Provided records section start

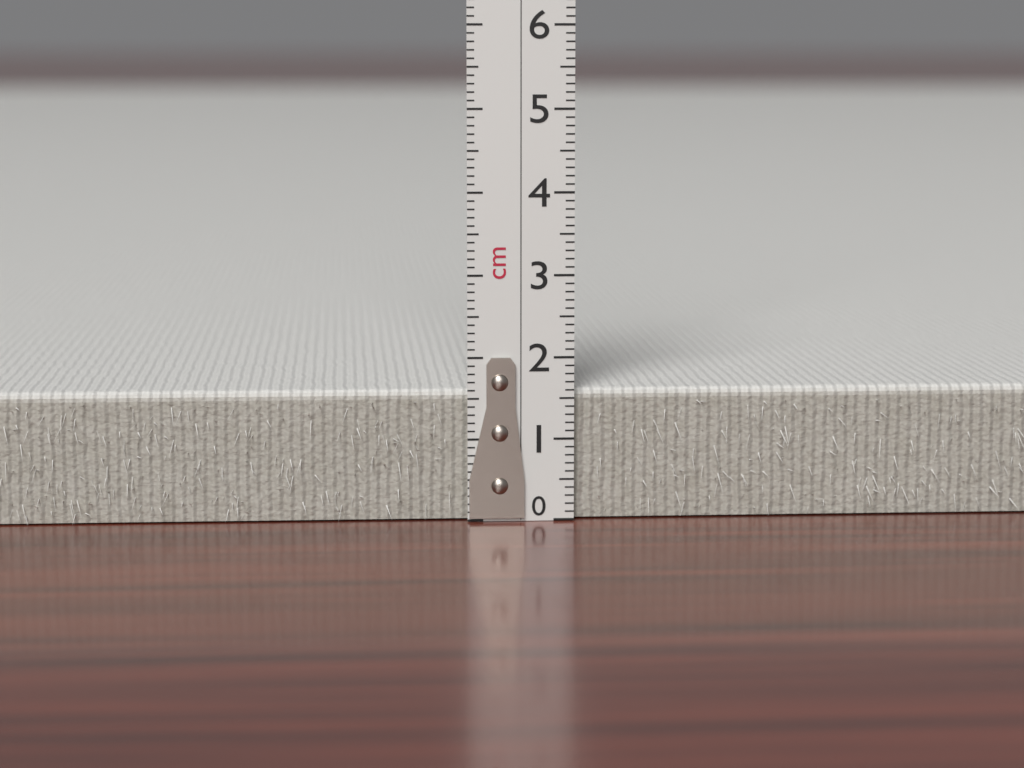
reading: 1.6 cm
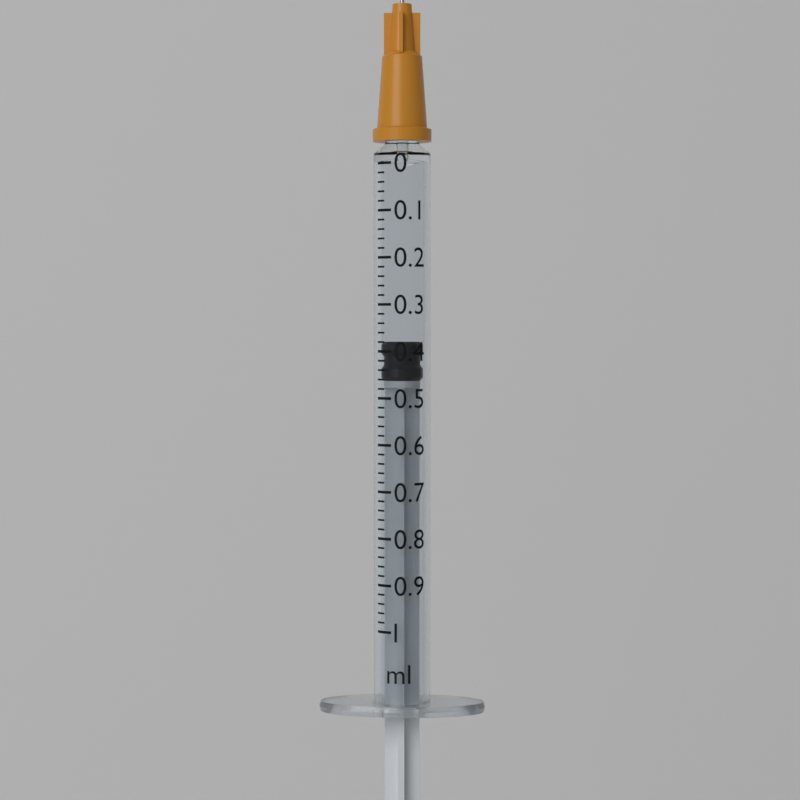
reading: 0.38 ml
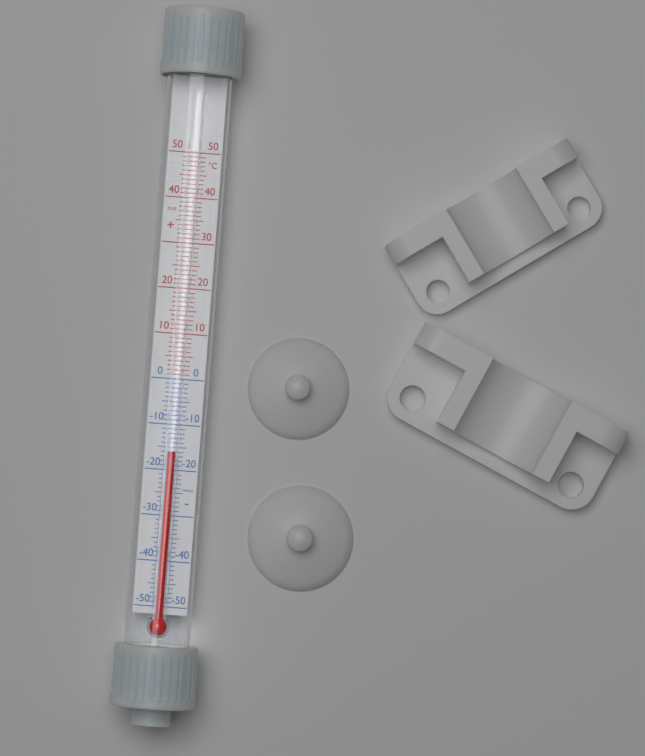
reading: -16 °C
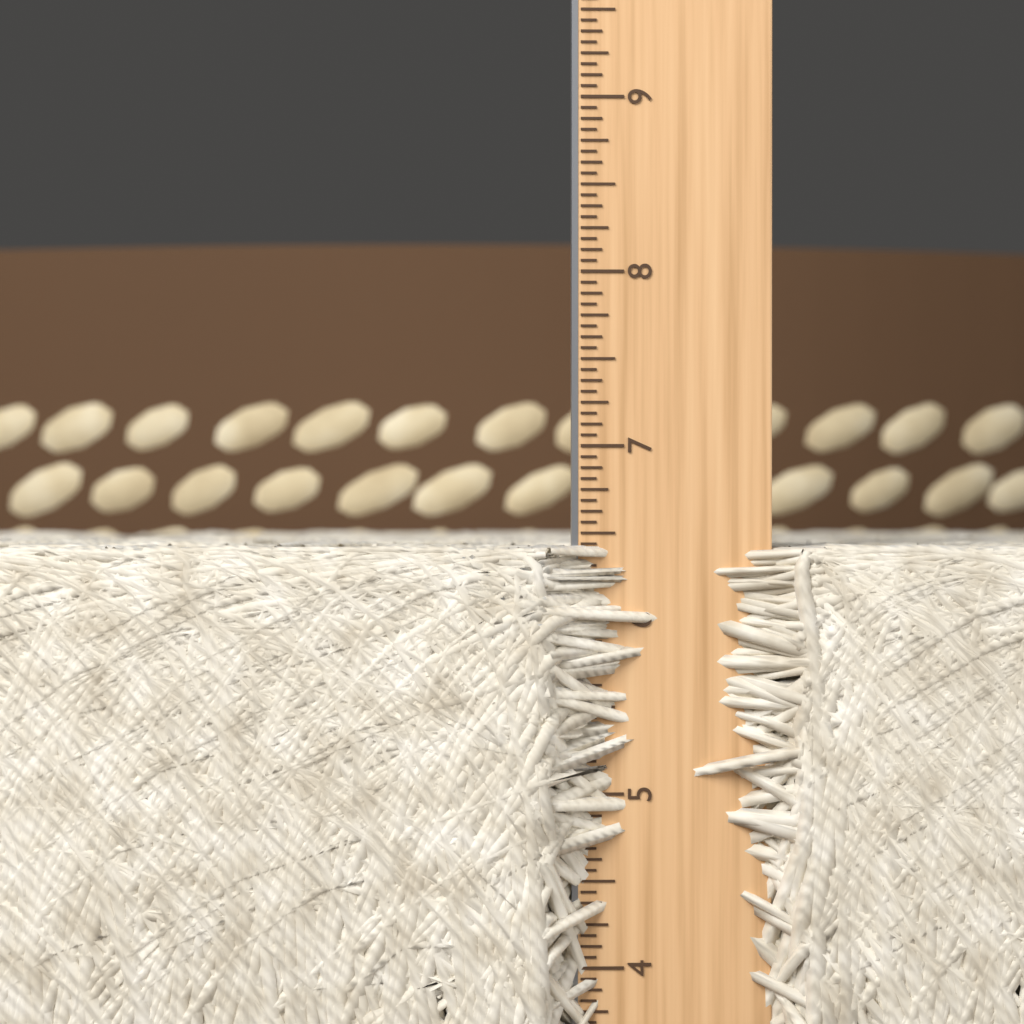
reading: 6.4375 in
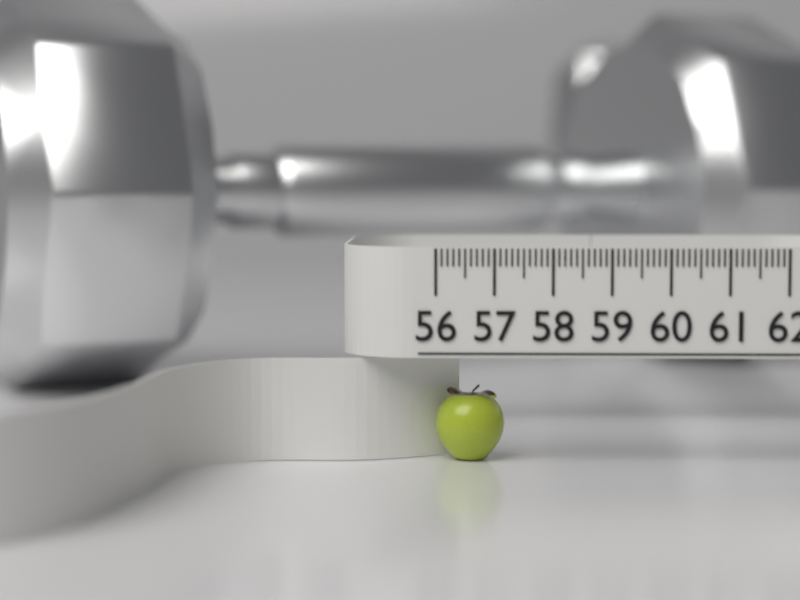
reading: 57.2 (no unit)
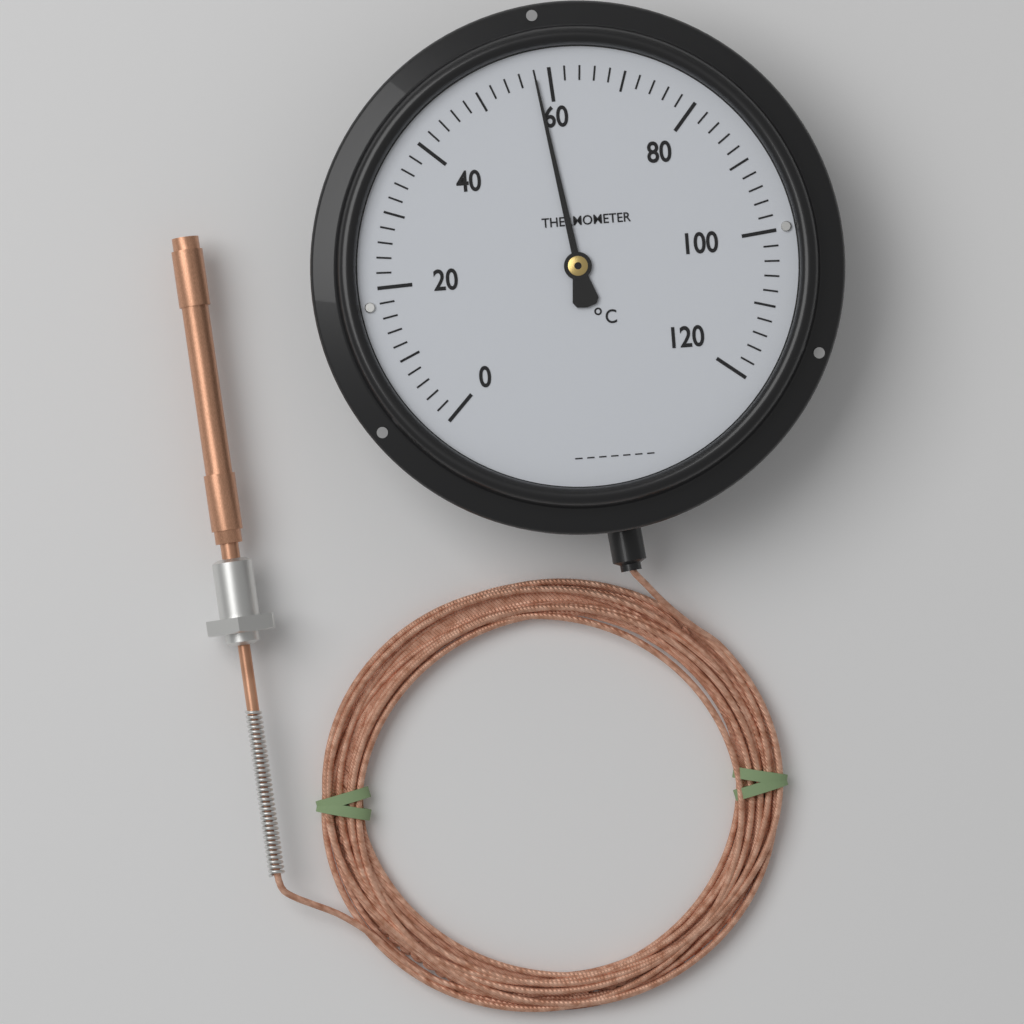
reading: 58 °C
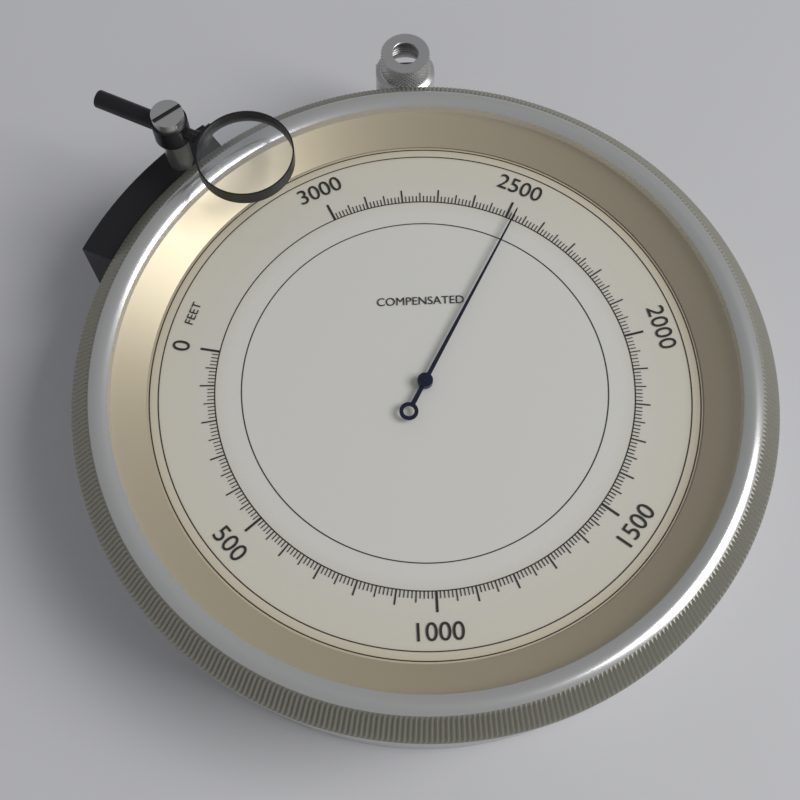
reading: 2480 feet
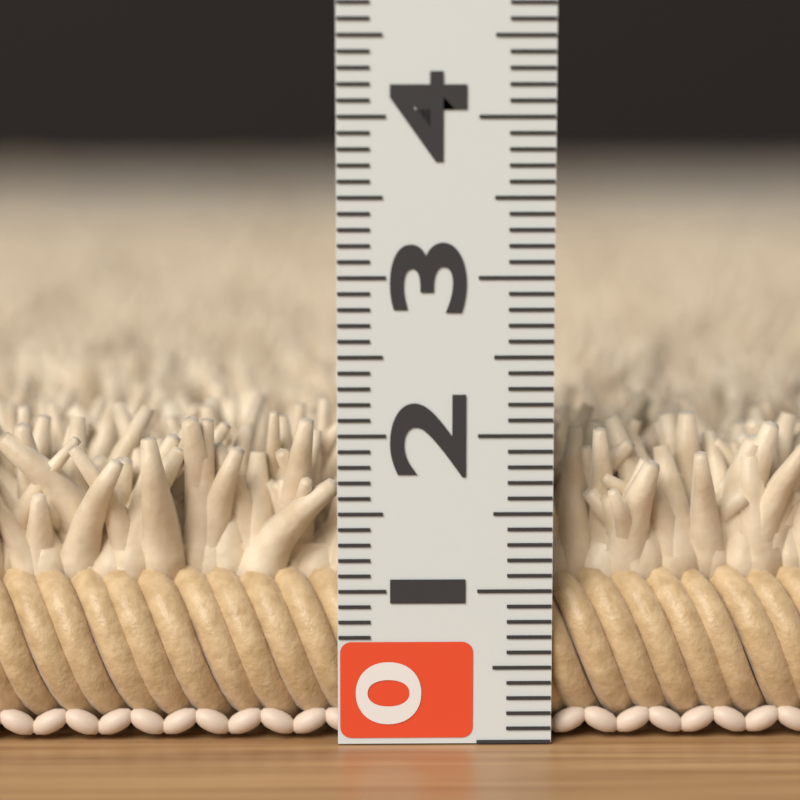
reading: 2.1 (no unit)
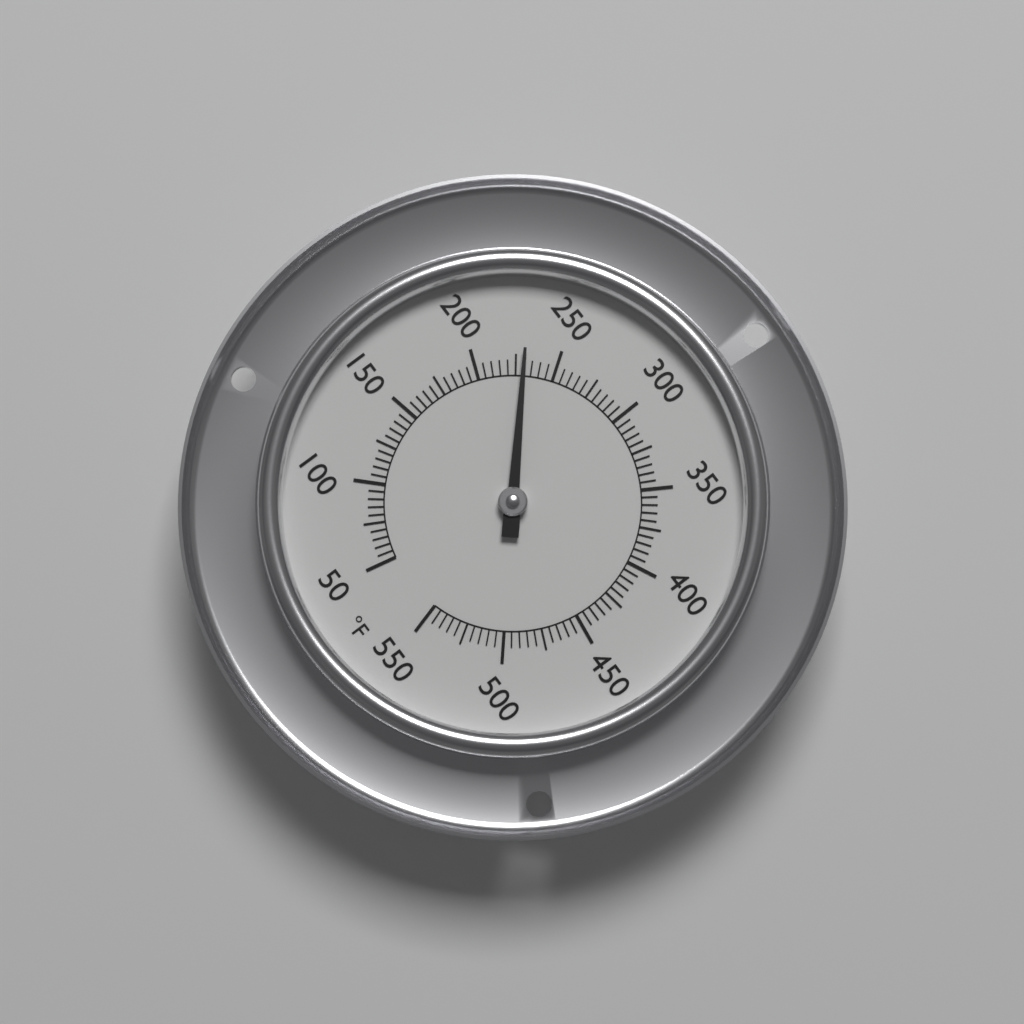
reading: 230 °F
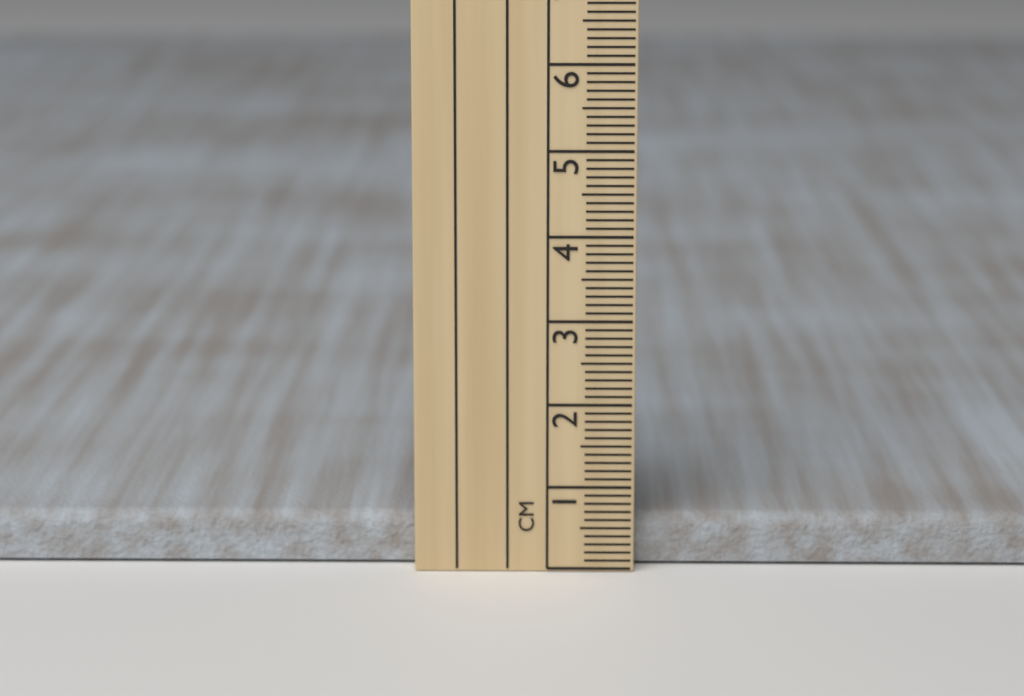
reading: 0.6 cm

Provided records section end

The output has to match the data above line for line, except that pictures are dropped.

Written answer ->
reading: 1.6 cm
reading: 0.38 ml
reading: -16 °C
reading: 6.4375 in
reading: 57.2 (no unit)
reading: 58 °C
reading: 2480 feet
reading: 2.1 (no unit)
reading: 230 °F
reading: 0.6 cm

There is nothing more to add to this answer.